Yes, and it is awesome. Use a nice smoked cheddar, and throw some real bacon on there too.Is that a thing people do anywhere…?
Yes, and it is awesome. Use a nice smoked cheddar, and throw some real bacon on there too.Is that a thing people do anywhere…?
I’ve lived in the Boston area all 52 years of my life and this is the first time I’ve ever heard about putting cheese on apple pieNortheastern United States, it's not uncommon.
My father had a PC who had a background of making mushroom beer and was always looking for the perfect recipe.No, but we have a long running mushroom soup gag that has crossed over to at least two worlds.
Poor people in my game tend to eat oatmeal and soup of varied flavors. I had coastal poor eating lobster and other bottom-feeders. Most of the time the PCs do not interact with them. The working class still eat a lot of soups and stews with bread to fill. A stew in a breadbowl tends to be something one can grab and go in most larger towns and cities.Something I had not considered. It is a good question to ask. Other questions that could be useful for the worldbuilder to answer:
What is something only poor people eat in this given region of the setting?
What are the typical wages for the following positions: tax collector, carpenter, basket weaver and farmer?
What thing that we consider "normal" is illegal or controlled in the setting? (Ex: hunting in the forest for anyone besides the nobility.)
Because tiramisu is better than just coffee-soaked ladyfingers.why would anyone put cheese with a dessert? That is just unethical?
Whether it is something the PCs have to deal with is separate from the general impact of the world building, and how thinking about these things can impact how the GM sees their own setting.Poor people in my game tend to eat oatmeal and soup of varied flavors. I had coastal poor eating lobster and other bottom-feeders. Most of the time the PCs do not interact with them. The working class still eat a lot of soups and stews with bread to fill. A stew in a breadbowl tends to be something one can grab and go in most larger towns and cities.
Recently the PCs used a portal to the desert and I had changed some things to include dates and figs with goat skewers with scorpions optional. Instead of ale there was a bitter coffee in most places.
I do not think it would be unheard of to regulate hunting and such. Most games I have find the PCs in the wilderness instead of more civilized lands that are controllable. In FR I think Cormyr regulates hunting in certain king's woods. For Waterdeep to regulate hunting on the Sword Coast would be too much. In places where monsters are found, they do not have much regulation on hunting a deer or trapping some rabbits. There is also some 'why bother' part of tracking this like rations and torches and such.
Yeah. The question is when exactly milk becomes cheese.Because tiramisu is better than just coffee-soaked ladyfingers.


PROBLEM DESCRIPTION:
Using the data below, return every line that holds the word "view".
+++ EXCERPTED DATA +++
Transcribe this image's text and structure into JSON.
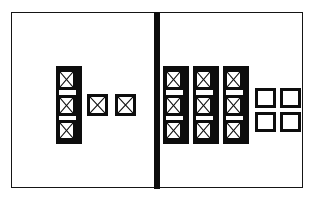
{
  "figure": {
    "title": "",
    "style": "black-and-white line schematic",
    "ink_color": "#0d0d0d",
    "background_color": "#ffffff",
    "frame": {
      "name": "outer-frame",
      "stroke_color": "#151515"
    },
    "divider": {
      "name": "vertical-divider",
      "color": "#0d0d0d",
      "orientation": "vertical"
    }
  },
  "panels": [
    {
      "id": "left",
      "label": "",
      "bracket_groups": [
        {
          "id": "left-group-1",
          "label": "",
          "cell_count": 3,
          "cell_kind": "crossed-square"
        }
      ],
      "free_cells": {
        "count": 2,
        "cell_kind": "crossed-square",
        "labels": [
          "",
          ""
        ]
      },
      "empty_grid": null
    },
    {
      "id": "right",
      "label": "",
      "bracket_groups": [
        {
          "id": "right-group-1",
          "label": "",
          "cell_count": 3,
          "cell_kind": "crossed-square"
        },
        {
          "id": "right-group-2",
          "label": "",
          "cell_count": 3,
          "cell_kind": "crossed-square"
        },
        {
          "id": "right-group-3",
          "label": "",
          "cell_count": 3,
          "cell_kind": "crossed-square"
        }
      ],
      "free_cells": null,
      "empty_grid": {
        "id": "right-empty-grid",
        "rows": 2,
        "columns": 2,
        "count": 4,
        "cell_kind": "empty-square",
        "labels": [
          "",
          "",
          "",
          ""
        ]
      }
    }
  ],
  "icons": {
    "crossed_square": "crossed-square-icon",
    "empty_square": "empty-square-icon",
    "bracket": "bracket-icon"
  }
}
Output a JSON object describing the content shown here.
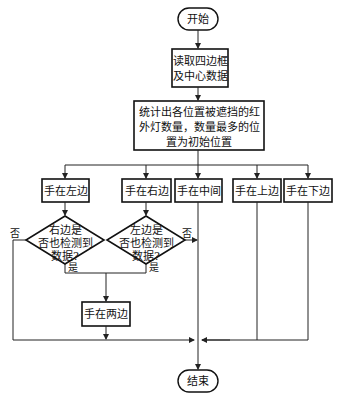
{
  "diagram": {
    "type": "flowchart",
    "nodes": {
      "start": {
        "label": "开始"
      },
      "read": {
        "lines": [
          "读取四边框",
          "及中心数据"
        ]
      },
      "count": {
        "lines": [
          "统计出各位置被遮挡的红",
          "外灯数量，数量最多的位",
          "置为初始位置"
        ]
      },
      "hand_left": {
        "label": "手在左边"
      },
      "hand_right": {
        "label": "手在右边"
      },
      "hand_center": {
        "label": "手在中间"
      },
      "hand_top": {
        "label": "手在上边"
      },
      "hand_bottom": {
        "label": "手在下边"
      },
      "decision_right": {
        "lines": [
          "右边是",
          "否也检测到",
          "数据?"
        ]
      },
      "decision_left": {
        "lines": [
          "左边是",
          "否也检测到",
          "数据?"
        ]
      },
      "hand_both": {
        "label": "手在两边"
      },
      "end": {
        "label": "结束"
      }
    },
    "edge_labels": {
      "no_left": "否",
      "no_right": "否",
      "yes_left": "是",
      "yes_right": "是"
    }
  }
}
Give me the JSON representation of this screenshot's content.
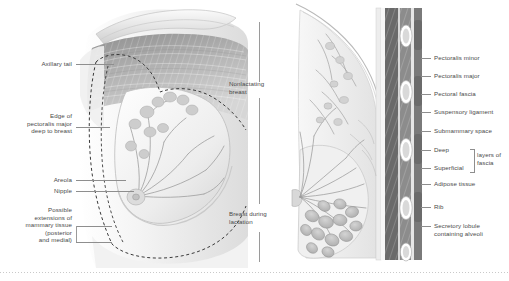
{
  "figure": {
    "background_color": "#ffffff",
    "label_color": "#4a4a4a",
    "leader_color": "#8e8e8e"
  },
  "left_panel": {
    "name": "anterior-cutaway-view",
    "labels": [
      {
        "id": "axillary-tail",
        "text": "Axillary tail"
      },
      {
        "id": "edge-pectoralis-major",
        "text": "Edge of\npectoralis major\ndeep to breast"
      },
      {
        "id": "areola",
        "text": "Areola"
      },
      {
        "id": "nipple",
        "text": "Nipple"
      },
      {
        "id": "possible-extensions",
        "text": "Possible\nextensions of\nmammary tissue\n(posterior\nand medial)"
      }
    ]
  },
  "center": {
    "name": "panel-divider-labels",
    "labels": [
      {
        "id": "nonlactating-breast",
        "text": "Nonlactating\nbreast"
      },
      {
        "id": "breast-during-lactation",
        "text": "Breast during\nlactation"
      }
    ]
  },
  "right_panel": {
    "name": "sagittal-section-view",
    "labels": [
      {
        "id": "pectoralis-minor",
        "text": "Pectoralis minor"
      },
      {
        "id": "pectoralis-major",
        "text": "Pectoralis major"
      },
      {
        "id": "pectoral-fascia",
        "text": "Pectoral fascia"
      },
      {
        "id": "suspensory-ligament",
        "text": "Suspensory ligament"
      },
      {
        "id": "submammary-space",
        "text": "Submammary space"
      },
      {
        "id": "deep-fascia",
        "text": "Deep"
      },
      {
        "id": "superficial-fascia",
        "text": "Superficial"
      },
      {
        "id": "layers-of-fascia",
        "text": "layers of\nfascia"
      },
      {
        "id": "adipose-tissue",
        "text": "Adipose tissue"
      },
      {
        "id": "rib",
        "text": "Rib"
      },
      {
        "id": "secretory-lobule",
        "text": "Secretory lobule\ncontaining alveoli"
      }
    ]
  }
}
+++
TASK RESULT:
    "name": "anterior-cutaway-view",
    "name": "sagittal-section-view",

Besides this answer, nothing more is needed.